§ **WHAT IS REQUIRED**
Going through the records that follow, please count the lines with "will" in them and give only the count.

Collected data entries:
- - - - - - -

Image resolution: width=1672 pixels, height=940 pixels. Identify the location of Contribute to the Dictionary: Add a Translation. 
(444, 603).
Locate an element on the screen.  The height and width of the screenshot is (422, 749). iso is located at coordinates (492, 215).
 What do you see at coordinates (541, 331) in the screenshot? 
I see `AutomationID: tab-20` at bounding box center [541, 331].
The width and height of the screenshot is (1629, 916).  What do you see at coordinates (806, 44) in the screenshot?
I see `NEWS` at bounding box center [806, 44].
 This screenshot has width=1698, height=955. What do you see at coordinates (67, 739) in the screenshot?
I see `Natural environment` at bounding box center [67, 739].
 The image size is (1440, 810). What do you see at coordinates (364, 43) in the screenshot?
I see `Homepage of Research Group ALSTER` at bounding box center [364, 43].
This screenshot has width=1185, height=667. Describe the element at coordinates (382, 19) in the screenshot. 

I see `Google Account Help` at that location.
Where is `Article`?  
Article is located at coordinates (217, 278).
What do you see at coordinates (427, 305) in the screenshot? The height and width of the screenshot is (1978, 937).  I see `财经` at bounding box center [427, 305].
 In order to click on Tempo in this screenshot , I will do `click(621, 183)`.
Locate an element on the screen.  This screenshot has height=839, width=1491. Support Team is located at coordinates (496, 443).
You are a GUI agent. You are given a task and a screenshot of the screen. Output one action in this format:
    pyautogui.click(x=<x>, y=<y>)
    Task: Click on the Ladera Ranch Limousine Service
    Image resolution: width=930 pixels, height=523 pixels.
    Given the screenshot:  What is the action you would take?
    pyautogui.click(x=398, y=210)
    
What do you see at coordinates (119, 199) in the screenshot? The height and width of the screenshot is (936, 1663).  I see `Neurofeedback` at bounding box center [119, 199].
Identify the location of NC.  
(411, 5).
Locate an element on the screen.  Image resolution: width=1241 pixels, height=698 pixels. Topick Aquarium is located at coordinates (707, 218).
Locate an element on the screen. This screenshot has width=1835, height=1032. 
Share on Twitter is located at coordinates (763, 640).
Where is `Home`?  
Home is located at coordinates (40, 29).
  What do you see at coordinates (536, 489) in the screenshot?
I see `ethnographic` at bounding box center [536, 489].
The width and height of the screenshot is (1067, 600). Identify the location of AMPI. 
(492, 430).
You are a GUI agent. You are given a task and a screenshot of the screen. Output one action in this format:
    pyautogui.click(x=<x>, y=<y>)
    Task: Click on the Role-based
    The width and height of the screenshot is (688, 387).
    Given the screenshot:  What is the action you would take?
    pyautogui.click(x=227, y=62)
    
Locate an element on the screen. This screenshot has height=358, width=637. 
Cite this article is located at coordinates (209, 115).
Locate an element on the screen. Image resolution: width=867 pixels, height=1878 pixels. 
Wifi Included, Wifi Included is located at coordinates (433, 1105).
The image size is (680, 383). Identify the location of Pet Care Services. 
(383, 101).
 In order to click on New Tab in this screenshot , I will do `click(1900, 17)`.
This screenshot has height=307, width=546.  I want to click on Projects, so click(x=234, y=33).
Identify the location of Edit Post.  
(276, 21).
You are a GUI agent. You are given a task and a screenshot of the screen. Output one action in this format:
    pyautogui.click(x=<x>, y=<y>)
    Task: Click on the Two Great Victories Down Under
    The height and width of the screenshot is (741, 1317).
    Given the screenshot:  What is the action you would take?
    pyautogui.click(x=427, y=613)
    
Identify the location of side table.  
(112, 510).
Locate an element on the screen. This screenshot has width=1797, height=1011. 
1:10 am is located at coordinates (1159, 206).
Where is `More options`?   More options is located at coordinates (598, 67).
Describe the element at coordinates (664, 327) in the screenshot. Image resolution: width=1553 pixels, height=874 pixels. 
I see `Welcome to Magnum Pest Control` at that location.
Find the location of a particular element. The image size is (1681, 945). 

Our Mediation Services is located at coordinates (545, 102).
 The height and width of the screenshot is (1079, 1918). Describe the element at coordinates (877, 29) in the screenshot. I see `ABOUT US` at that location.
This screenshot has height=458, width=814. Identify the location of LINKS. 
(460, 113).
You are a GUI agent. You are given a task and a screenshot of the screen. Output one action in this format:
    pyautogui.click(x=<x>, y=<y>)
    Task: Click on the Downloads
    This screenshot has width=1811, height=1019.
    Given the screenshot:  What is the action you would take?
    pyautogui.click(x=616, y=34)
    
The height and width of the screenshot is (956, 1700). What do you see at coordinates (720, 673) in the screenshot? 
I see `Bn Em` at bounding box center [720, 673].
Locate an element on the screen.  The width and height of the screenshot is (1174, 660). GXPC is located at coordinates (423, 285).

- - - - - - -

§ **RESPONSE BELOW**
2